**What you have to do**
For the material below, output exactly the span from the line with "Identify the location" to the line with "What do you", including both, and nothing besides.

**Given records**
--*--

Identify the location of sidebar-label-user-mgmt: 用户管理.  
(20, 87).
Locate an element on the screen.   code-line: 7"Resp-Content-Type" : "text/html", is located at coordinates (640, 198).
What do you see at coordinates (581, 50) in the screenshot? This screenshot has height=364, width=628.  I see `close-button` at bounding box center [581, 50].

--*--

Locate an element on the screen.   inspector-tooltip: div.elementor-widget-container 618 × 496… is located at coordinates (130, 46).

--*--

**Solution**
Identify the location of sidebar-label-user-mgmt: 用户管理.  
(20, 87).
Locate an element on the screen.   code-line: 7"Resp-Content-Type" : "text/html", is located at coordinates (640, 198).
What do you see at coordinates (581, 50) in the screenshot? This screenshot has height=364, width=628.  I see `close-button` at bounding box center [581, 50].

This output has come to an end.